If the build failed, your assistant will also run parse_build_errors to
extract structured error messages — much more useful than dumping 500 lines
of raw output.
8. Read the manifest
Assistant → espctl: artifacts.manifest { task_id: "0abf...e2" }
espctl → Assistant: { artifacts: [...], flash_size, flash_freq, ... }
The manifest is the official record of what the build produced and how to
flash it. Your assistant can stream individual .bin files to your local
disk for flashing, or hand them straight to the esphome.cloud web flasher.
Security note: Your compiled firmware may contain embedded secrets (Wi-Fi credentials, API keys). Treat
.binfiles as sensitive.
9. Deposit the triple
Assistant → CLI: espctl deposit add 0abf...e2
deposit-flow → ~/maker-assets/: requirement + code + verification triple, signed
Once the build manifest is in hand, espctl deposit add <build_id>
converts that build into a signed (requirement, code, physical verification) triple in ~/maker-assets/. All builds — failed too —
are worth depositing; failure data is part of the asset.

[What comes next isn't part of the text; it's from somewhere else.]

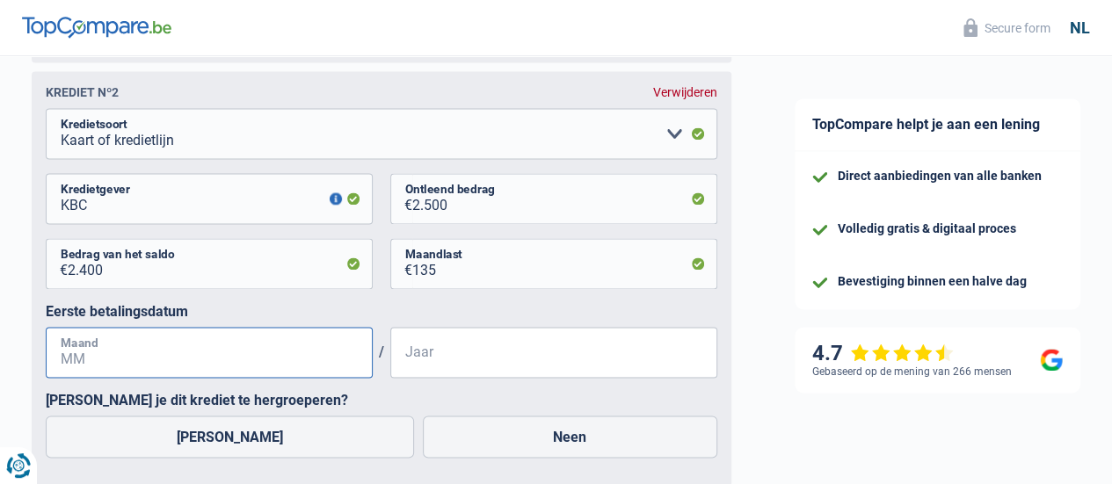  Describe the element at coordinates (940, 176) in the screenshot. I see `div: Direct aanbiedingen van alle banken` at that location.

The MCP mirror deposit.add lets an AI agent call this directly after
the build succeeds, prompting the maker only for the three fields it
can’t derive (outcome, evidence, notes). Triples never leave your disk
unless you explicitly run espctl deposit attest to publish to
Zenodo + OpenTimestamps.
See espctl deposit for the
full eight-subcommand surface.
10. Push to /ops/funnel-review for weekly review
Agent → espctl deposit list --since 2026-05-17 --until 2026-05-24 --json
Agent → chrome-mcp evaluate_script:
window.aegis.importMakerStats({ ...aggregated snapshot... })
Agent → opens /ops/funnel-review → reads the rendered Markdown report
The same chrome-mcp / playwright-mcp agent that drove the build can
aggregate this week’s espctl deposit list --json (plus tool-call
counts from agent telemetry) and push the result as a
MakerStatsSnapshot into the browser via window.aegis.importMakerStats.

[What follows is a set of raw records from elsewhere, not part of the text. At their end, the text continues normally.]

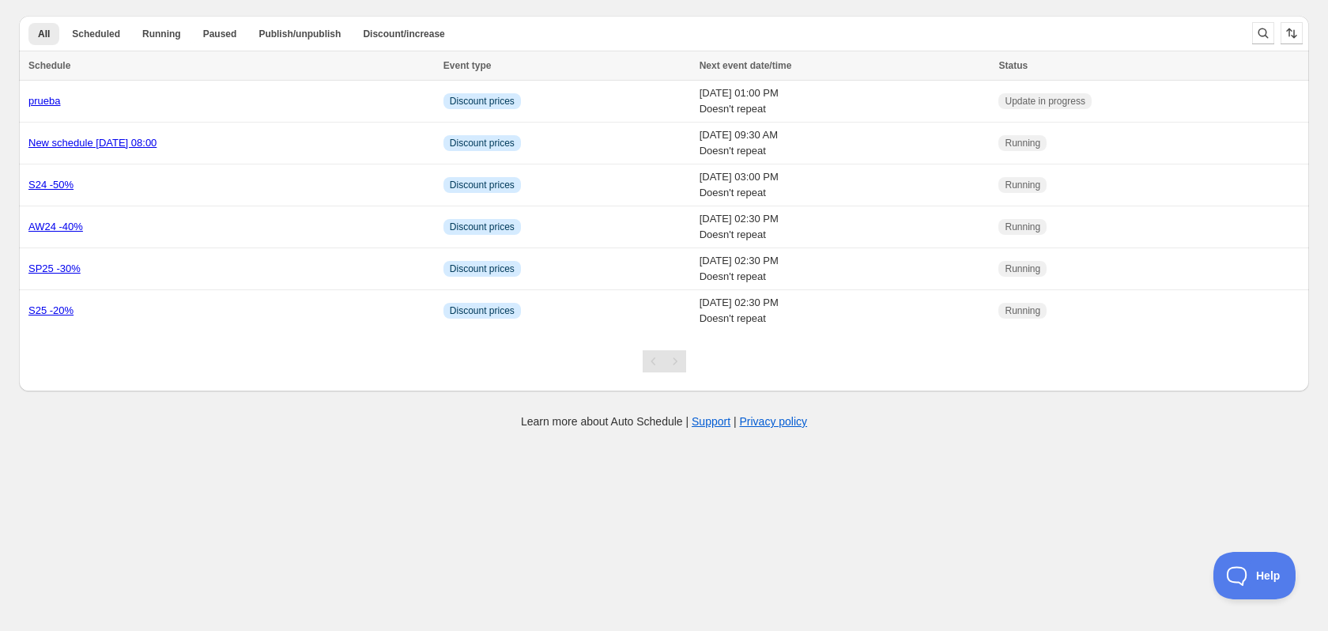 The width and height of the screenshot is (1328, 631). Describe the element at coordinates (664, 361) in the screenshot. I see `nav: Pagination` at that location.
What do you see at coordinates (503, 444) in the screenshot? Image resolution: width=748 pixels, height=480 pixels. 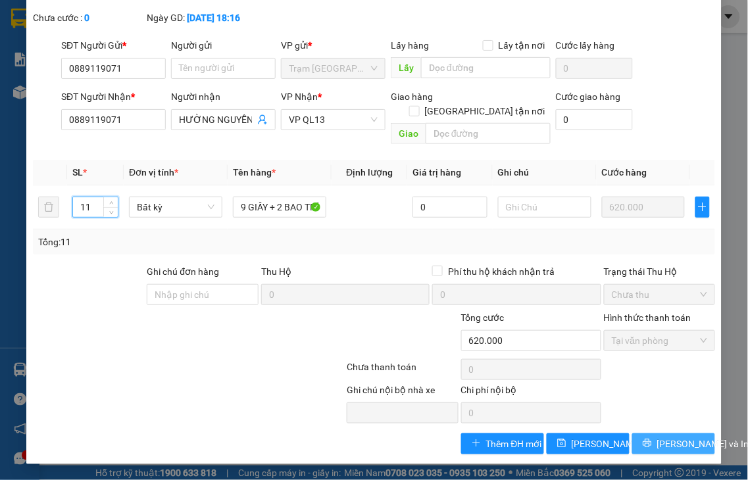 I see `button: plusThêm ĐH mới` at bounding box center [503, 444].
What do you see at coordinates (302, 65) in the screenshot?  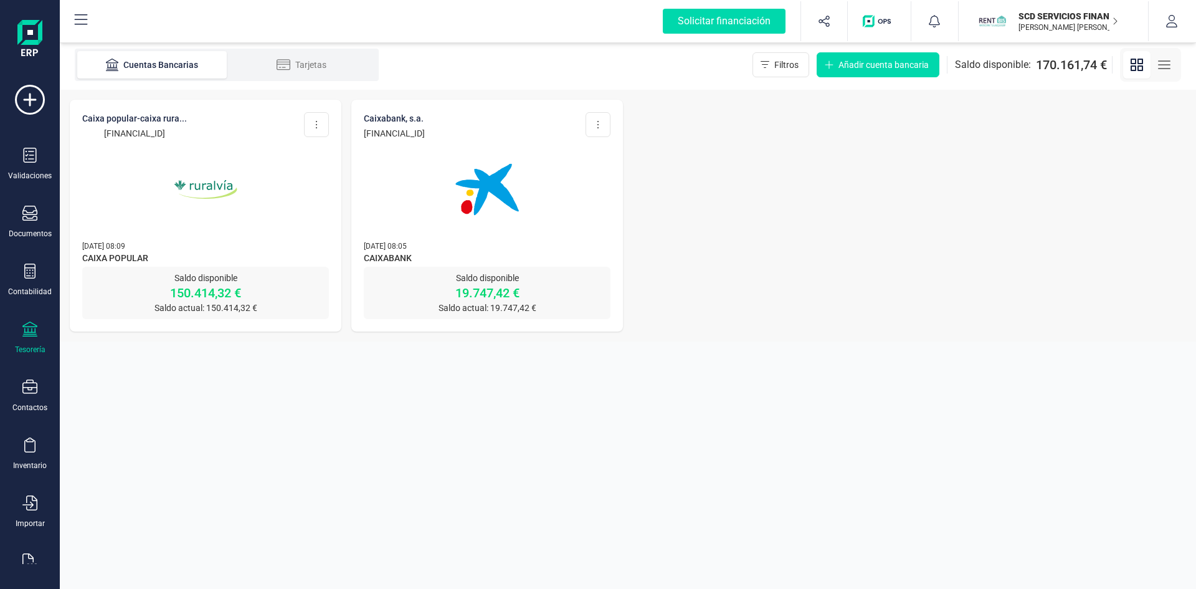 I see `div: Tarjetas` at bounding box center [302, 65].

/ops/funnel-review then renders 6 metric tiles, hardware + tool
charts, 5 health checks, and a copy-paste Markdown work report — all
locally, no upload.
See Weekly Maker Asset Review for the snapshot schema and the browser API contract.
Variations
This is the happy path. Real workflows often diverge:
- Build fails at step 6 → Assistant runs
parse_build_errorsagainst the log, then thediagnose-build-errorprompt. You get a structured “this is what’s wrong, here’s the fix” instead of a wall of text. - You change the chip target → Insert a
set_targetcall between steps 4 and 5. The assistant warns you that this clears the build cache. - You need an interactive serial monitor after the build → Assistant
uses the Monitor tab or
espctl monitor --port /dev/ttyUSB0. - You want to know what the build would do without running it →
Replace step 5 (
build) withgenerate_build_plan. No side effects.
See Browser Wizard for the same flow when you’re clicking through a web page instead of chatting with an assistant, or MCP Console if you want to call the tools by hand.